Achilles Heel Tactical instructor briefing students on the firing line at Georgetown Texas Police Department
AHT instructor running the brief before students step to the line. Photo: Achilles Heel Tactical.

Here’s a truth nobody wants to hear: most people who carry a gun for a living can’t really shoot. They can pass a qualification. They can punch paper at seven yards on a sunny Tuesday with no timer running. But put them under pressure, add a clock, push the distance out, and watch the wheels come off.

I say this as someone who just got humbled.

I attended Achilles Heel Tactical’s Performance Baseline Pistol and Performance Baseline Carbine courses at the Georgetown, Texas Police Department range, led by Rick Crawley and his team of AHT instructors. The entire concept is built around one thing: performance on demand. Not performance when you’re warmed up and feeling good. Performance when someone hits that timer and your body wants to do everything except what you trained it to do.

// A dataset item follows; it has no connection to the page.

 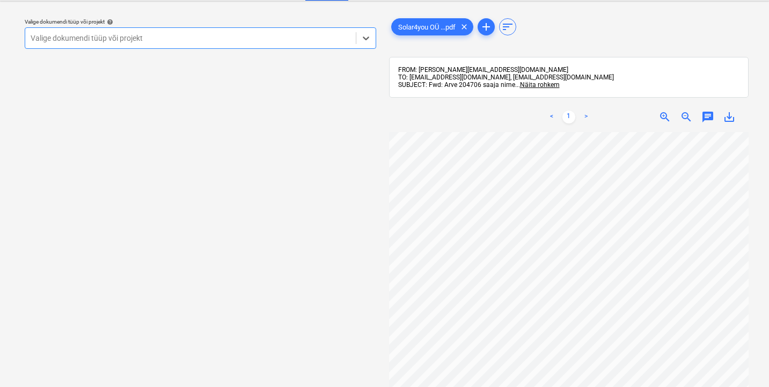 What do you see at coordinates (686, 117) in the screenshot?
I see `span: zoom_out` at bounding box center [686, 117].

Every single student in the class was a sworn law enforcement officer. SWAT guys. Regional tactical team members. And then there was me. The only private security professional in the room. As a former Marine who served in a scout sniper unit as a PIG (Professionally Instructed Gunman), I came in with a foundation. But this training pushed past what most armed professionals will ever willingly subject themselves to.

And that’s the problem. Too many people in this line of work never seek training beyond their bare minimum, outdated qualifications. They coast. They check the box. If you carry a firearm professionally, you owe it to your community, your employers, your coworkers, and your family who are counting on you to come home at the end of the day, to be as good as you can possibly be. This kind of training isn’t optional. It’s the job.

Rick Crawley

Students running pistol drills during Achilles Heel Tactical Performance Baseline Pistol course
Students running pistol drills on the line. Photo: Achilles Heel Tactical.

Rick Crawley is the CEO and Chief Instructor of Achilles Heel Tactical, which he started in 2017 after separating from the Marine Corps. The man has over a decade of combined experience across military and law enforcement. As an infantry Marine he deployed three times in support of OIF and OEF, filling billets as Squad Leader and Scout Sniper Team Leader, earning the title of HOG (Hunter of Gunmen) as a school-trained scout sniper. He went on to serve in law enforcement as a SWAT member and OPOTA-certified LE Firearms Instructor.

He built AHT because he saw the same thing we all see: the way most agencies and organizations train people to shoot is broken. His affiliation with Action Target as a LETC firearms instructor gives him the platform to train law enforcement, military, and tactically minded individuals across the country. His whole operating philosophy fits on a bumper sticker: Performance > Promise.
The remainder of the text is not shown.